Demeyer v. Archdiocese of Detroit

Annotate this Case

608 N.W.2d 810 (2000)

Declan DEMEYER, Plaintiff-Appellant, v. ARCHDIOCESE OF DETROIT, Archbishop Adam Maida, Archbishop Gumbleton, Archbishop Edmund Szoka, Sacred Heart Parish, Sacred Heart School, Sacred Heart Seminary, Our Lady of Loretto School, Our Lady of Loretto Rectory, Our Lady of Loretto Parish, Defendants-Appellees, and Gerald Shirilla, Defendant.

Docket No. 114115, COA No. 189716.

Supreme Court of Michigan.

March 31, 2000.

On order of the Court, the application for leave to appeal from the January 19, 1999, decision of the Court of Appeals is considered, and it is DENIED, because we are not persuaded that the question presented should be reviewed by this Court.

WEAVER, C.J, concurs and states as follows:

I agree with the decision to deny leave to appeal in this case because the Court of Appeals reached the correct result, albeit for the wrong reasons.

The Court of Appeals, in its opinion on remand, said that footnote fifteen of Lemmerman v. Fealk, 449 Mich. 56, 534 N.W.2d 695 (1995) only addressed the retroactivity of Lemmerman.[1] This interpretation is incorrect. At footnote 15 in Lemmerman, a majority of this Court stated that it did not reach the question whether the statute of limitations should be tolled by allegations of repressed memory in tort suits evolving from sexual assaults when the defendant had made express, unequivocal admissions of sexual conduct with the plaintiff.[2] Although led astray in its interpretation of footnote 15 in Lemmerman, the Court of Appeals nevertheless reached the correct result here.

In the instant case the defendant's admissions were not the sort of express, unequivocal admission of sexual conduct found in Meiers-Post v. Schafer, 170 Mich.App. 174, 427 N.W.2d 606 (1988), and Nicolette v. Carey, 751 F. Supp. 695 (W.D.Mich., 1990). Thus this case does not allow the court to consider the question expressly not resolved in Lemmerman, whether the statute of limitations should be tolled in those repressed memory tort cases, with actions based on sexual assaults, in which the defendant has made express and unequivocal admissions of sexual conduct with the plaintiff when the plaintiff was a minor.

MARILYN J. KELLY, J., concurs with the statement of WEAVER, C.J.

CORRIGAN and YOUNG, Jr., JJ., not participating.

NOTES

[1] It did so because it was required to follow Guerra v. Garratt, 222 Mich.App. 285, 564 N.W.2d 121 (1997).

[2] Footnote 15 reads as follows: "We do not address the result of those repressed memory cases wherein long-delayed tort actions based on sexual assaults were allowed to survive summary disposition because of the defendant's admissions of sexual conduct with the plaintiff when they were minors. Meiers-Post [v Schafer, 170 Mich.App. 174, 427 N.W.2d 606 (1988)]; Nicolette v. Carey, 751 F. Supp. 695 (W.D.Mich., 1990). Such express and unequivocal admissions take these cases outside the arena of stale, unverifiable claims with which we are concerned in the present cases."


• Exercise directions: An exact copy is needed of the lines from the one that contains "The width and height of the screenshot is (1311, 589)." through the final line of the data below, with pictures left out.

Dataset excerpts
+ + + + + + +

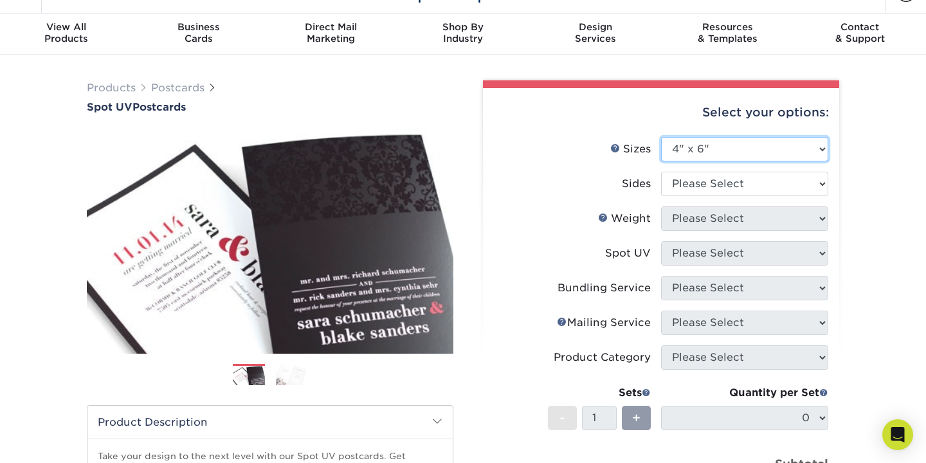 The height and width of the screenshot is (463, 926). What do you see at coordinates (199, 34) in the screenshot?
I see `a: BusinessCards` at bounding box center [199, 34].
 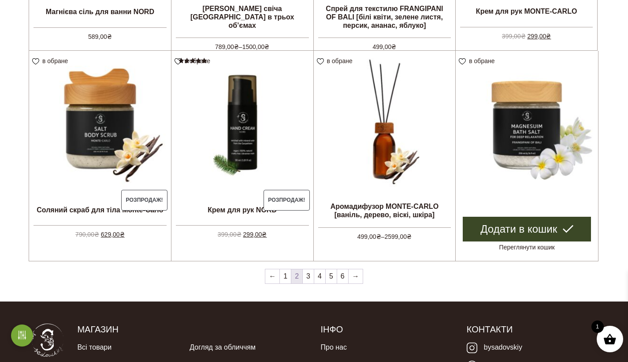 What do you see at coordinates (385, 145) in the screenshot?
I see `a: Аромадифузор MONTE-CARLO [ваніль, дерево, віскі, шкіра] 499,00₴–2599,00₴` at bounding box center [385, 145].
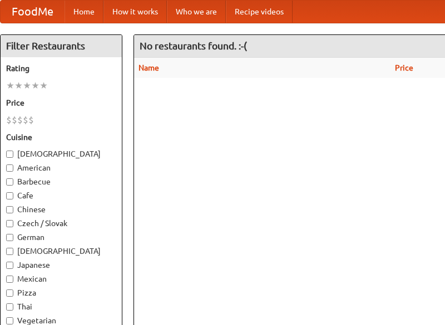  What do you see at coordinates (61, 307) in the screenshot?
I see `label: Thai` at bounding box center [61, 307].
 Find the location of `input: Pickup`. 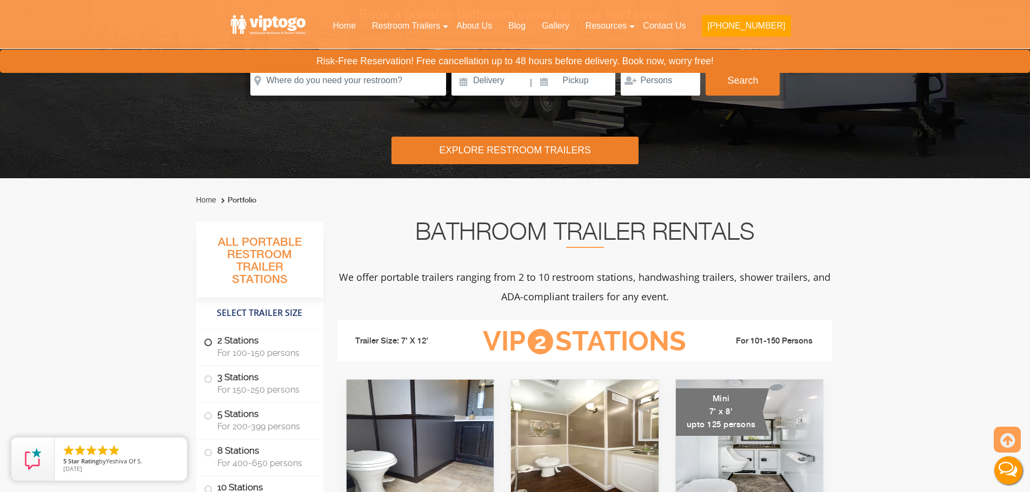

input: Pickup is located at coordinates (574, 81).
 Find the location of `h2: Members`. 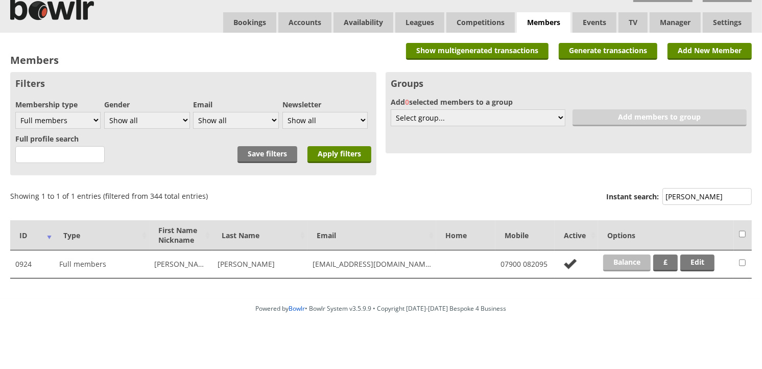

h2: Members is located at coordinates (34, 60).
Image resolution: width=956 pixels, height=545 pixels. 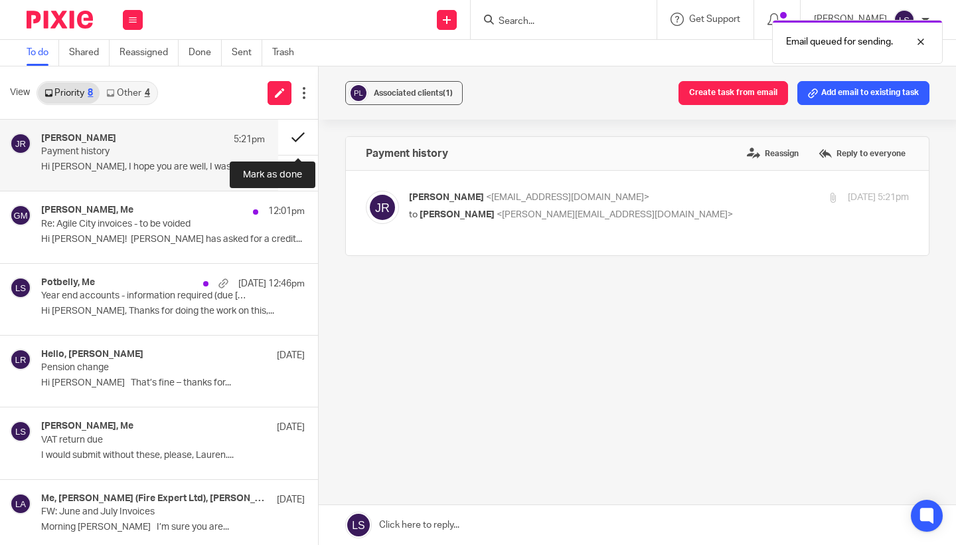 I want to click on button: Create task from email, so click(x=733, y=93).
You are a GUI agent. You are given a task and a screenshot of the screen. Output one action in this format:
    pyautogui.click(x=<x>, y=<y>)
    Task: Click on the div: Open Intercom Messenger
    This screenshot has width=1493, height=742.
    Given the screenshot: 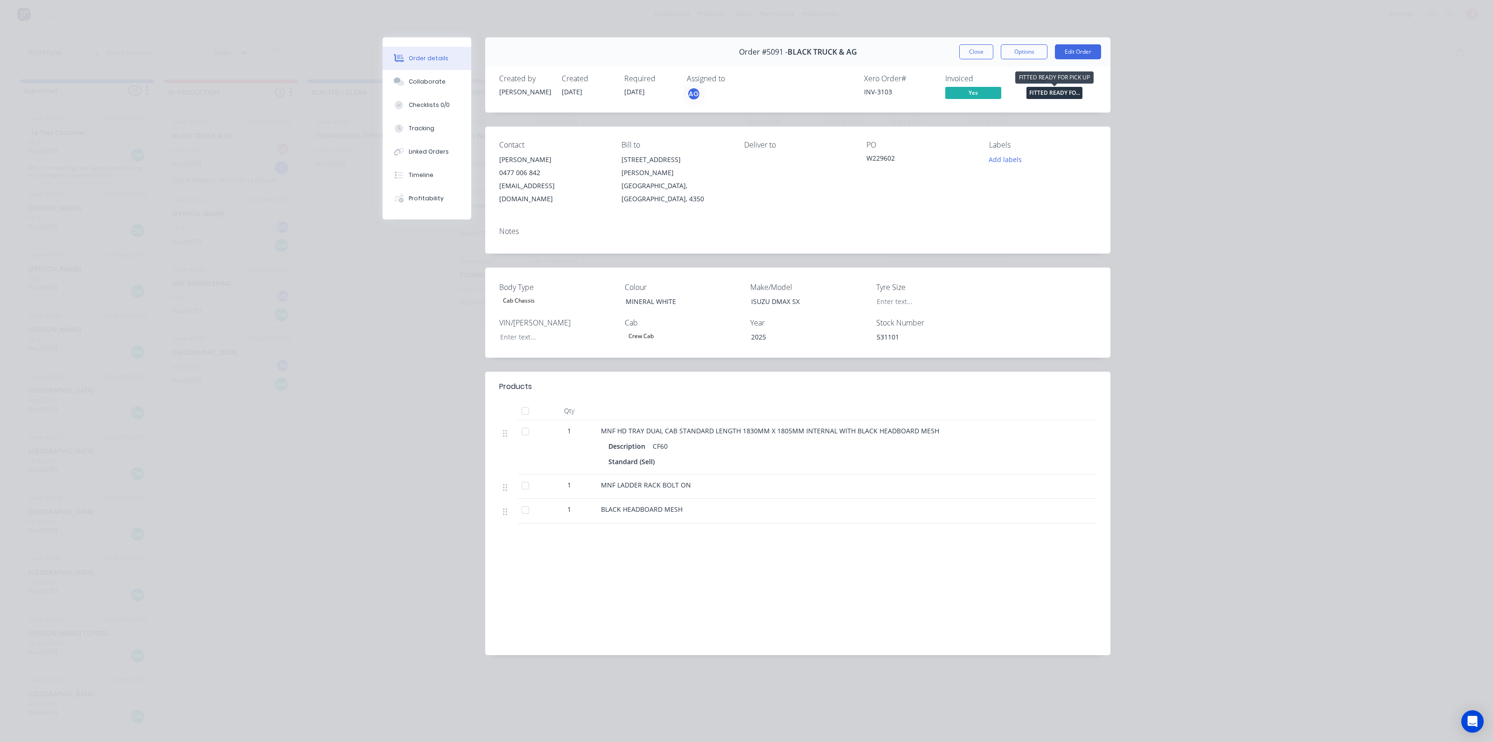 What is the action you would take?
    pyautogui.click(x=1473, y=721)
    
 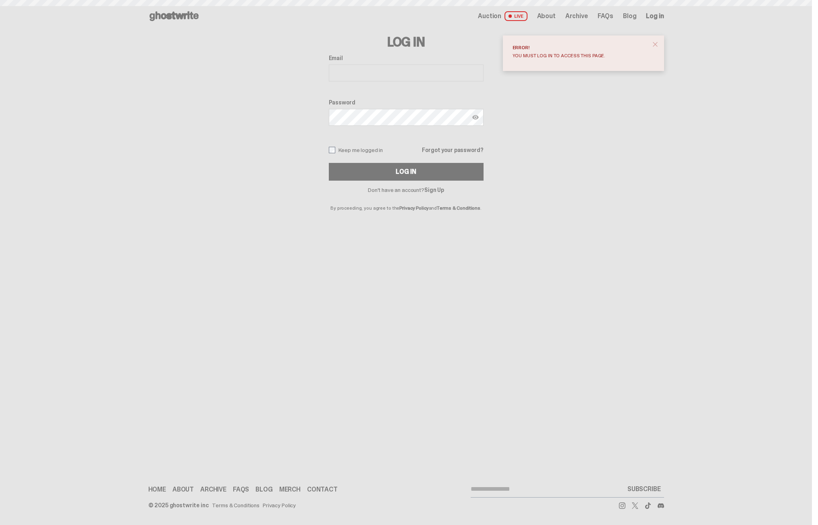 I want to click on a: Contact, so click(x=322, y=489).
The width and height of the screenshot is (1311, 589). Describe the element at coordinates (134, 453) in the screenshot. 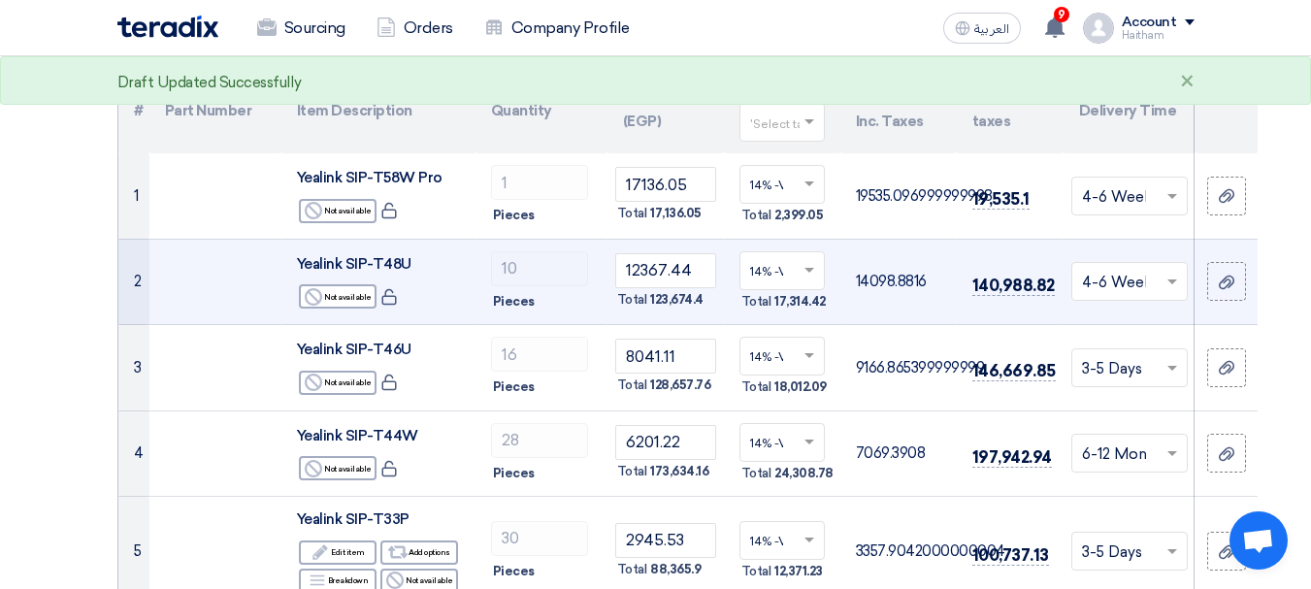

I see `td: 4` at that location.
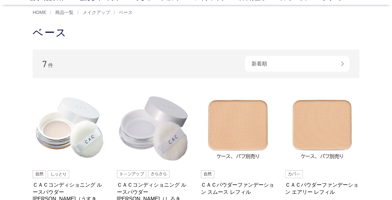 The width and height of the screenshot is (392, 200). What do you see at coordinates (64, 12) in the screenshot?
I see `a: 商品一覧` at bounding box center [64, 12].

+ + + + + + +

• Result for this exercise:
The width and height of the screenshot is (1311, 589). Describe the element at coordinates (134, 453) in the screenshot. 

I see `td: 4` at that location.
 The width and height of the screenshot is (392, 200). What do you see at coordinates (64, 12) in the screenshot?
I see `a: 商品一覧` at bounding box center [64, 12].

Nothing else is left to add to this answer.